In the storage stream, Katherine Romanak gave a review of the last four year phase of GCCC outreach in terms of what they call the "CCUS Ecosystem". This includes over 100 presentations, 57 peer-reviewed papers, many workshops including the offshore CCS series, participation in three EU ACT projects, and engagement with industry, NGOs and governments including assisting Trinidad and Tobago and Nigeria to progress CCS in their countries.


Tip Meckel provided a review of offshore CCUS activities in the Gulf of Mexico. This included a new announcement by Air Liquide, BASF and Shell to join other companies such as Chevron, ExxonMobil and INEOS in developing CCS around the Houston area. He included Venture Global LNG investing in CCS on a new LNG facility, NetPower developments, and Air Products and Oxy Low Carbon Ventures developments. The Texas General Land Office (GLO) issued their first offshore storage lease, near Port Arthur, to Talos, and GLO have also entered into an agreement with the Port of Corpus Christi Authority to develop storage in the Coastal Bend region of Texas. Tip also covered the amendments in the regulations for offshore storage provided by the Infrastructure Act (2021) which will remove current legal barriers and require the development of a storage permitting framework within a year. Tip also highlighted that the current Federal government authorisations of over $6bn for CCUS is the most ever for CCUS in the USA. Tip also drew attention to the recent Princeton report on the USA achieving net zero by 2050, which describes the storage capacity distribution, sources and pipelines needed for CCUS to play its key role in achieving this objective, which all provide a focus around the Gulf Coast area. Some impressive metrics on scale-up from that work, which Tip's other work shows could be achieved.

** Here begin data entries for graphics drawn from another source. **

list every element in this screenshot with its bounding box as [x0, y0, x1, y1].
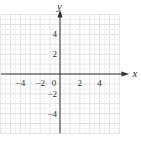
x-axis-label: x: [131, 67, 137, 79]
x-tick-label: −2: [35, 78, 45, 88]
y-tick-label: −2: [47, 89, 57, 99]
x-axis-arrow-icon: [121, 72, 129, 77]
x-tick-label: 4: [97, 78, 102, 88]
y-axis-label: y: [56, 0, 62, 12]
y-tick-label: 2: [53, 49, 58, 59]
x-tick-label: −4: [16, 78, 26, 88]
coordinate-grid: xy−4−202442−2−4: [0, 0, 141, 144]
y-tick-label: 4: [53, 29, 58, 39]
x-tick-label: 0: [52, 78, 57, 88]
x-tick-label: 2: [78, 78, 83, 88]
y-tick-label: −4: [47, 109, 57, 119]
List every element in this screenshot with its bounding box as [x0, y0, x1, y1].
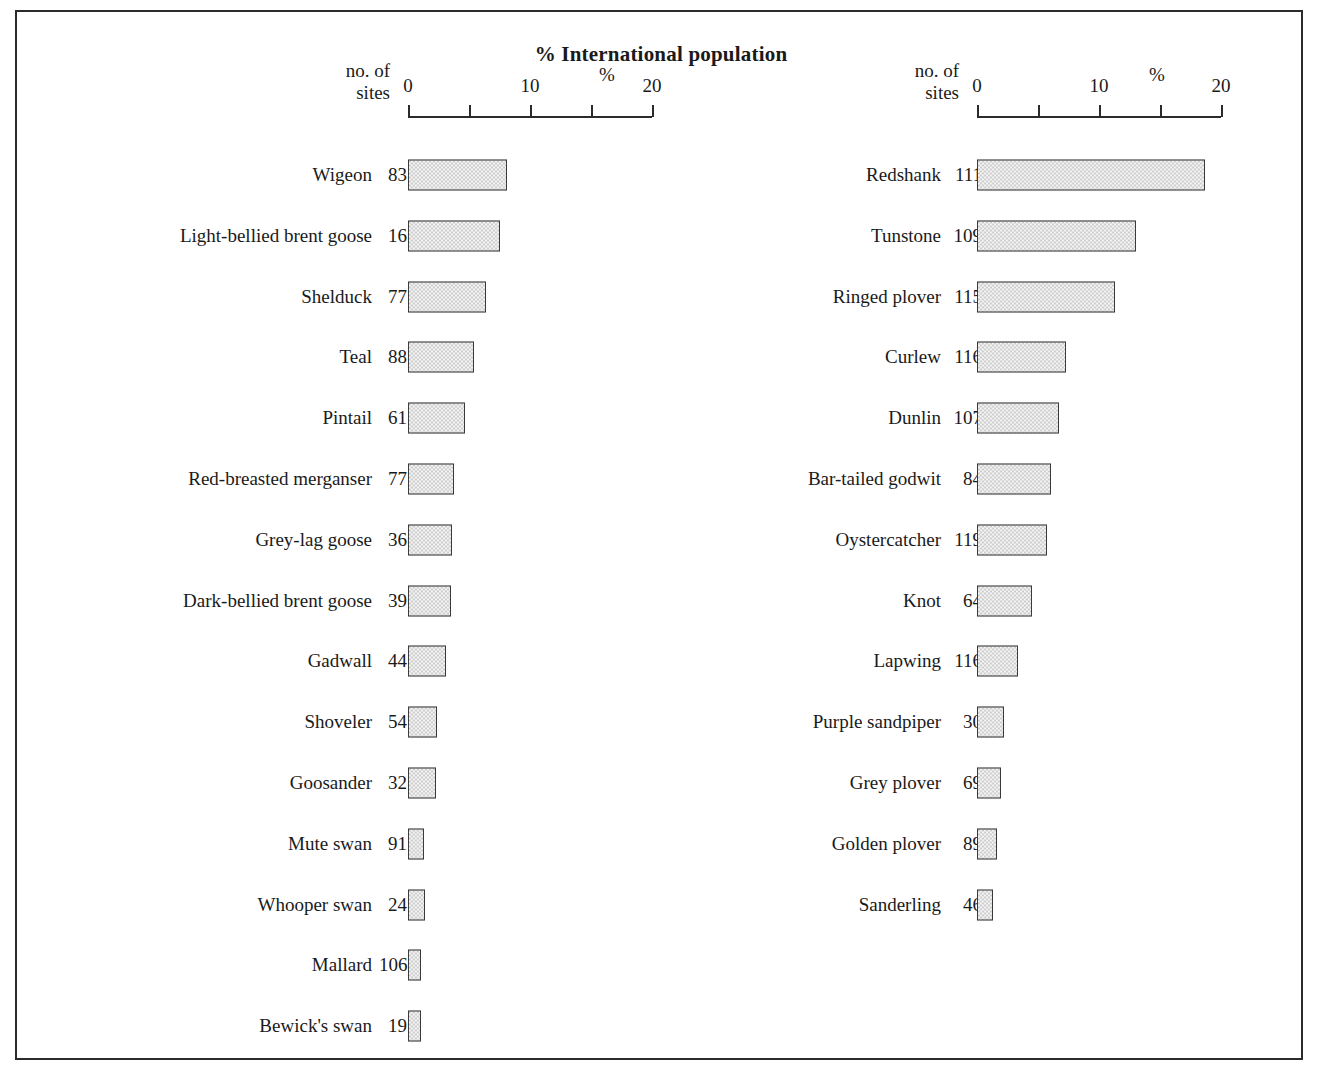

Ramon Gil gave a very interesting presentation on their work on 'Environmental Justice' (EJ) considerations for CCUS projects. Federally funded CCUS projects and the EPA with Class VI applications now require EJ assessments. Ramon reported on their assessment of current EJ screening tools for their usefulness for CCUS.

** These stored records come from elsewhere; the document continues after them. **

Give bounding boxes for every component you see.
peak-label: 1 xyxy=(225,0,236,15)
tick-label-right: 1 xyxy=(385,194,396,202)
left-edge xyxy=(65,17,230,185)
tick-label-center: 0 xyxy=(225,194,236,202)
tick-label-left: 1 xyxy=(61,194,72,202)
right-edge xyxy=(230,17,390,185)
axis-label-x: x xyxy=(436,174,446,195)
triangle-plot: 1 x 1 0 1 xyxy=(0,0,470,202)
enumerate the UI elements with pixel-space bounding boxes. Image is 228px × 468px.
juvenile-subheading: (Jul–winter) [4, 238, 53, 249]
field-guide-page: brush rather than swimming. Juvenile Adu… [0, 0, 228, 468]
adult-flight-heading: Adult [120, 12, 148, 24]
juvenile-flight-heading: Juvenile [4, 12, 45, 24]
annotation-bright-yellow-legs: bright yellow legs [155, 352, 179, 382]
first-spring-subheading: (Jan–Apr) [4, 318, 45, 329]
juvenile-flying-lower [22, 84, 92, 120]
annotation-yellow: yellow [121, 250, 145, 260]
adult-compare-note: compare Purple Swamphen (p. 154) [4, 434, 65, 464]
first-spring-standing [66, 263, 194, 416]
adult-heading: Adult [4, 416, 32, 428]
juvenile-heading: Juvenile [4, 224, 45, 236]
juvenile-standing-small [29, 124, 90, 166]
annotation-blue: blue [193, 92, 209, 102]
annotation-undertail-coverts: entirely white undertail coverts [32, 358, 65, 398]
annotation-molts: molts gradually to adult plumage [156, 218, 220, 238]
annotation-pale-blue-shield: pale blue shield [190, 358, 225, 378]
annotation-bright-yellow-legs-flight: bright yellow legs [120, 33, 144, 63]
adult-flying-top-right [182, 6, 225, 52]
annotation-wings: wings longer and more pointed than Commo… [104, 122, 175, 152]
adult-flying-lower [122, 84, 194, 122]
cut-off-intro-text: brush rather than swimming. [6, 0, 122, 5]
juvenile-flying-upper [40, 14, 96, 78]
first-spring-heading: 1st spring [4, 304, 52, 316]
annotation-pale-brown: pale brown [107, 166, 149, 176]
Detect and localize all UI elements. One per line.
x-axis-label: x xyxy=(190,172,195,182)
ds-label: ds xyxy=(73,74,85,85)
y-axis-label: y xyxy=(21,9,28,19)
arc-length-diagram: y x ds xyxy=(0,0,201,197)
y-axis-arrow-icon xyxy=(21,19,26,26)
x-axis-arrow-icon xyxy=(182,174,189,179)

Alex Bump reported on the growing training needs in CCUS, mentioned the University of Edinburgh's free online CCUS course, and the bespoke courses GCCC were providing for professionals around the world.

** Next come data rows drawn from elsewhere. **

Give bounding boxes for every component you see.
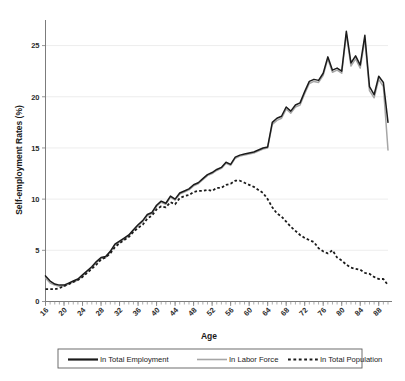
y-tick-label-15: 15: [31, 144, 39, 153]
self-employment-rates-line-chart: 0510152025 16202428323640444852566064687…: [0, 0, 405, 381]
legend-label-1: In Labor Force: [229, 355, 278, 364]
chart-figure: 0510152025 16202428323640444852566064687…: [0, 0, 405, 381]
legend-label-2: In Total Population: [320, 355, 382, 364]
y-axis-title: Self-employment Rates (%): [14, 105, 24, 215]
y-tick-label-5: 5: [35, 246, 39, 255]
x-axis-title: Age: [201, 331, 217, 341]
legend-label-0: In Total Employment: [100, 355, 170, 364]
y-tick-label-10: 10: [31, 195, 39, 204]
y-tick-label-20: 20: [31, 93, 39, 102]
y-tick-label-0: 0: [35, 297, 39, 306]
y-tick-label-25: 25: [31, 41, 39, 50]
chart-legend: In Total EmploymentIn Labor ForceIn Tota…: [58, 349, 382, 368]
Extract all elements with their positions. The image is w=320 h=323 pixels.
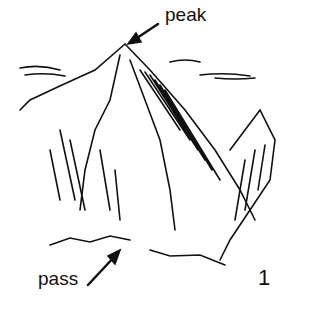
figure-number: 1	[258, 265, 270, 291]
peak-label: peak	[165, 4, 206, 26]
pass-label: pass	[38, 268, 78, 290]
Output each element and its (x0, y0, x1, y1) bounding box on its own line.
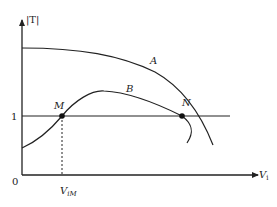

Tip Meckel provide their assessment of the Gulf Coast storage assessment for Gt scale storage, with reassuring conclusions on pressure build up and cross-project interference, drawing upon data from real-world produced water injection at similar scales.


In the subject of monitoring, Sue Hovorka presented on their work on the monitoring lifecycles, including a methodology for a "science-based tool selection", to design monitoring methods to detect quantified material impacts of concern. Drawing upon their experiences with projects since 2004 (Frio) to current commercial projects, and dialogues with regulators, NGOs and industry, their many conclusions and recommendations include that better site characterisation minimises risks, and what you can learn from operational monitoring will greatly assist with site closure.


Katherine Romanak provided an update on attribution methodologies and methods, including where incorporated into recent regulations, and new sensor developments and applications offshore internationally.


In the UT Energy Institute session, with more of an emphasis on policy aspects, Michael Webber of the UT Energy Institute provided an interesting corporate climate-strategy comparison between a large European energy company with energy companies in Texas. As a scene-setter, I gave a review of COP26 outcomes and implications for CCUS.


The level of interest in the conference was reflected by the good attendance of 270 people and the many good questions and ideas exchanged in the Q&A. Texas is certainly looking like a CCUS hotspot!